Papers
Topics
Authors
Recent
Assistant
AI Research Assistant
Well-researched responses based on relevant abstracts and paper content.
Custom Instructions Pro
Preferences or requirements that you'd like Emergent Mind to consider when generating responses.
Gemini 2.5 Flash
Gemini 2.5 Flash 60 tok/s
Gemini 2.5 Pro 46 tok/s Pro
GPT-5 Medium 23 tok/s Pro
GPT-5 High 30 tok/s Pro
GPT-4o 87 tok/s Pro
Kimi K2 194 tok/s Pro
GPT OSS 120B 460 tok/s Pro
Claude Sonnet 4.5 28 tok/s Pro
2000 character limit reached

Approximating Nash Social Welfare under Binary XOS and Binary Subadditive Valuations (2106.02656v2)

Published 4 Jun 2021 in cs.GT

Abstract: We study the problem of allocating indivisible goods among agents in a fair and economically efficient manner. In this context, the Nash social welfare-defined as the geometric mean of agents' valuations for their assigned bundles-stands as a fundamental measure that quantifies the extent of fairness of an allocation. Focusing on instances in which the agents' valuations have binary marginals, we develop essentially tight results for (approximately) maximizing Nash social welfare under two of the most general classes of complement-free valuations, i.e., under binary XOS and binary subadditive valuations. For binary XOS valuations, we develop a polynomial-time algorithm that finds a constant-factor (specifically $288$) approximation for the optimal Nash social welfare, in the standard value-oracle model. The allocations computed by our algorithm also achieve constant-factor approximation for social welfare and the groupwise maximin share guarantee. These results imply that-in the case of binary XOS valuations-there necessarily exists an allocation that simultaneously satisfies multiple (approximate) fairness and efficiency criteria. We complement the algorithmic result by proving that Nash social welfare maximization is APX-hard under binary XOS valuations. Furthermore, this work establishes an interesting separation between the binary XOS and binary subadditive settings. In particular, we prove that an exponential number of value queries are necessarily required to obtain even a sub-linear approximation for Nash social welfare under binary subadditive valuations.

Citations (11)

Summary

We haven't generated a summary for this paper yet.

Lightbulb Streamline Icon: https://streamlinehq.com

Continue Learning

We haven't generated follow-up questions for this paper yet.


_What is needed_. I'd like the entries reproduced exactly, with the images omitted.

##### Study material #####

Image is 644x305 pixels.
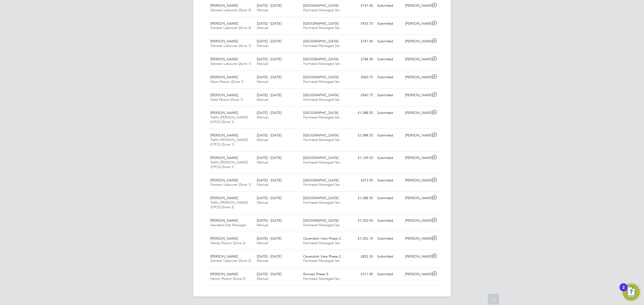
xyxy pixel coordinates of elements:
[257,26,268,30] span: Manual
[348,37,375,46] div: £747.00
[304,75,339,79] span: [GEOGRAPHIC_DATA]
[257,3,282,8] span: [DATE] - [DATE]
[257,161,268,165] span: Manual
[304,57,339,62] span: [GEOGRAPHIC_DATA]
[210,223,247,227] span: Assistant Site Manager
[348,131,375,140] div: £1,088.55
[257,272,282,277] span: [DATE] - [DATE]
[375,2,403,10] div: Submitted
[403,131,431,140] div: [PERSON_NAME]
[304,196,339,201] span: [GEOGRAPHIC_DATA]
[257,178,282,183] span: [DATE] - [DATE]
[348,217,375,226] div: £1,320.00
[257,43,268,48] span: Manual
[257,241,268,246] span: Manual
[257,93,282,97] span: [DATE] - [DATE]
[375,131,403,140] div: Submitted
[375,19,403,28] div: Submitted
[375,91,403,100] div: Submitted
[304,21,339,26] span: [GEOGRAPHIC_DATA]
[210,178,238,183] span: [PERSON_NAME]
[210,111,238,115] span: [PERSON_NAME]
[348,270,375,279] div: £311.85
[257,57,282,62] span: [DATE] - [DATE]
[257,254,282,259] span: [DATE] - [DATE]
[304,62,344,66] span: Fairmead Managed Ser…
[210,26,251,30] span: General Labourer (Zone 3)
[210,237,238,241] span: [PERSON_NAME]
[257,133,282,137] span: [DATE] - [DATE]
[403,253,431,262] div: [PERSON_NAME]
[257,39,282,43] span: [DATE] - [DATE]
[210,272,238,277] span: [PERSON_NAME]
[210,133,238,137] span: [PERSON_NAME]
[304,93,339,97] span: [GEOGRAPHIC_DATA]
[623,284,640,301] button: Open Resource Center, 2 new notifications
[403,154,431,163] div: [PERSON_NAME]
[304,237,344,241] span: Cavendish View Phase 2…
[304,137,344,142] span: Fairmead Managed Ser…
[348,108,375,117] div: £1,088.55
[257,258,268,263] span: Manual
[403,194,431,203] div: [PERSON_NAME]
[257,237,282,241] span: [DATE] - [DATE]
[210,182,251,187] span: General Labourer (Zone 1)
[348,55,375,64] div: £788.50
[375,234,403,243] div: Submitted
[257,111,282,115] span: [DATE] - [DATE]
[210,93,242,97] span: [PERSON_NAME]…
[257,277,268,281] span: Manual
[375,270,403,279] div: Submitted
[304,258,344,263] span: Fairmead Managed Ser…
[403,2,431,10] div: [PERSON_NAME]
[257,196,282,201] span: [DATE] - [DATE]
[403,270,431,279] div: [PERSON_NAME]
[304,178,339,183] span: [GEOGRAPHIC_DATA]
[403,73,431,82] div: [PERSON_NAME]
[304,26,344,30] span: Fairmead Managed Ser…
[375,154,403,163] div: Submitted
[304,43,344,48] span: Fairmead Managed Ser…
[210,8,251,12] span: General Labourer (Zone 3)
[210,43,251,48] span: General Labourer (Zone 1)
[304,8,344,12] span: Fairmead Managed Ser…
[257,115,268,120] span: Manual
[403,37,431,46] div: [PERSON_NAME]
[348,91,375,100] div: £960.75
[375,73,403,82] div: Submitted
[304,115,344,120] span: Fairmead Managed Ser…
[210,75,238,79] span: [PERSON_NAME]
[304,156,339,161] span: [GEOGRAPHIC_DATA]
[257,156,282,161] span: [DATE] - [DATE]
[375,108,403,117] div: Submitted
[210,201,248,209] span: Traffic [PERSON_NAME] (CPCS) (Zone 3)
[622,287,625,295] div: 2
[304,79,344,84] span: Fairmead Managed Ser…
[210,196,238,201] span: [PERSON_NAME]
[257,21,282,26] span: [DATE] - [DATE]
[257,137,268,142] span: Manual
[257,8,268,12] span: Manual
[210,79,243,84] span: Store Person (Zone 1)
[304,133,339,137] span: [GEOGRAPHIC_DATA]
[210,241,246,246] span: Handy Person (Zone 2)
[257,182,268,187] span: Manual
[403,91,431,100] div: [PERSON_NAME]
[403,55,431,64] div: [PERSON_NAME]
[403,234,431,243] div: [PERSON_NAME]
[304,3,339,8] span: [GEOGRAPHIC_DATA]
[210,161,248,169] span: Traffic [PERSON_NAME] (CPCS) (Zone 1)
[257,75,282,79] span: [DATE] - [DATE]
[375,253,403,262] div: Submitted
[304,277,344,281] span: Fairmead Managed Ser…
[375,177,403,185] div: Submitted
[210,254,238,259] span: [PERSON_NAME]
[348,73,375,82] div: £960.75
[304,39,339,43] span: [GEOGRAPHIC_DATA]
[210,137,248,147] span: Traffic [PERSON_NAME] (CPCS) (Zone 1)
[304,241,344,246] span: Fairmead Managed Ser…
[304,201,344,205] span: Fairmead Managed Ser…
[257,97,268,102] span: Manual
[304,182,344,187] span: Fairmead Managed Ser…
[304,97,344,102] span: Fairmead Managed Ser…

#####

_Solution to the exercise_.
Image is 644x305 pixels.
xyxy pixel coordinates of elements:
[257,26,268,30] span: Manual
[348,37,375,46] div: £747.00
[304,75,339,79] span: [GEOGRAPHIC_DATA]
[257,3,282,8] span: [DATE] - [DATE]
[257,161,268,165] span: Manual
[304,57,339,62] span: [GEOGRAPHIC_DATA]
[210,223,247,227] span: Assistant Site Manager
[348,131,375,140] div: £1,088.55
[257,272,282,277] span: [DATE] - [DATE]
[375,2,403,10] div: Submitted
[403,131,431,140] div: [PERSON_NAME]
[304,196,339,201] span: [GEOGRAPHIC_DATA]
[257,178,282,183] span: [DATE] - [DATE]
[348,217,375,226] div: £1,320.00
[257,43,268,48] span: Manual
[257,241,268,246] span: Manual
[257,93,282,97] span: [DATE] - [DATE]
[375,131,403,140] div: Submitted
[375,19,403,28] div: Submitted
[375,91,403,100] div: Submitted
[304,21,339,26] span: [GEOGRAPHIC_DATA]
[210,178,238,183] span: [PERSON_NAME]
[210,111,238,115] span: [PERSON_NAME]
[348,270,375,279] div: £311.85
[257,57,282,62] span: [DATE] - [DATE]
[257,254,282,259] span: [DATE] - [DATE]
[304,62,344,66] span: Fairmead Managed Ser…
[210,26,251,30] span: General Labourer (Zone 3)
[210,237,238,241] span: [PERSON_NAME]
[257,133,282,137] span: [DATE] - [DATE]
[403,253,431,262] div: [PERSON_NAME]
[257,39,282,43] span: [DATE] - [DATE]
[210,272,238,277] span: [PERSON_NAME]
[210,133,238,137] span: [PERSON_NAME]
[304,93,339,97] span: [GEOGRAPHIC_DATA]
[623,284,640,301] button: Open Resource Center, 2 new notifications
[403,154,431,163] div: [PERSON_NAME]
[304,237,344,241] span: Cavendish View Phase 2…
[304,137,344,142] span: Fairmead Managed Ser…
[348,108,375,117] div: £1,088.55
[257,258,268,263] span: Manual
[403,194,431,203] div: [PERSON_NAME]
[257,237,282,241] span: [DATE] - [DATE]
[210,182,251,187] span: General Labourer (Zone 1)
[348,55,375,64] div: £788.50
[375,234,403,243] div: Submitted
[257,111,282,115] span: [DATE] - [DATE]
[210,93,242,97] span: [PERSON_NAME]…
[257,277,268,281] span: Manual
[375,270,403,279] div: Submitted
[304,258,344,263] span: Fairmead Managed Ser…
[403,2,431,10] div: [PERSON_NAME]
[257,196,282,201] span: [DATE] - [DATE]
[403,270,431,279] div: [PERSON_NAME]
[304,178,339,183] span: [GEOGRAPHIC_DATA]
[403,73,431,82] div: [PERSON_NAME]
[304,26,344,30] span: Fairmead Managed Ser…
[375,154,403,163] div: Submitted
[304,43,344,48] span: Fairmead Managed Ser…
[210,8,251,12] span: General Labourer (Zone 3)
[210,43,251,48] span: General Labourer (Zone 1)
[304,8,344,12] span: Fairmead Managed Ser…
[257,115,268,120] span: Manual
[403,37,431,46] div: [PERSON_NAME]
[348,91,375,100] div: £960.75
[375,73,403,82] div: Submitted
[304,115,344,120] span: Fairmead Managed Ser…
[210,75,238,79] span: [PERSON_NAME]
[304,156,339,161] span: [GEOGRAPHIC_DATA]
[257,156,282,161] span: [DATE] - [DATE]
[375,108,403,117] div: Submitted
[210,201,248,209] span: Traffic [PERSON_NAME] (CPCS) (Zone 3)
[622,287,625,295] div: 2
[304,79,344,84] span: Fairmead Managed Ser…
[210,196,238,201] span: [PERSON_NAME]
[257,21,282,26] span: [DATE] - [DATE]
[257,137,268,142] span: Manual
[257,8,268,12] span: Manual
[210,79,243,84] span: Store Person (Zone 1)
[304,133,339,137] span: [GEOGRAPHIC_DATA]
[210,241,246,246] span: Handy Person (Zone 2)
[257,182,268,187] span: Manual
[403,91,431,100] div: [PERSON_NAME]
[403,55,431,64] div: [PERSON_NAME]
[403,234,431,243] div: [PERSON_NAME]
[304,3,339,8] span: [GEOGRAPHIC_DATA]
[210,161,248,169] span: Traffic [PERSON_NAME] (CPCS) (Zone 1)
[257,75,282,79] span: [DATE] - [DATE]
[375,253,403,262] div: Submitted
[304,277,344,281] span: Fairmead Managed Ser…
[375,177,403,185] div: Submitted
[210,254,238,259] span: [PERSON_NAME]
[348,73,375,82] div: £960.75
[304,39,339,43] span: [GEOGRAPHIC_DATA]
[210,137,248,147] span: Traffic [PERSON_NAME] (CPCS) (Zone 1)
[304,241,344,246] span: Fairmead Managed Ser…
[304,201,344,205] span: Fairmead Managed Ser…
[257,97,268,102] span: Manual
[304,182,344,187] span: Fairmead Managed Ser…
[304,97,344,102] span: Fairmead Managed Ser…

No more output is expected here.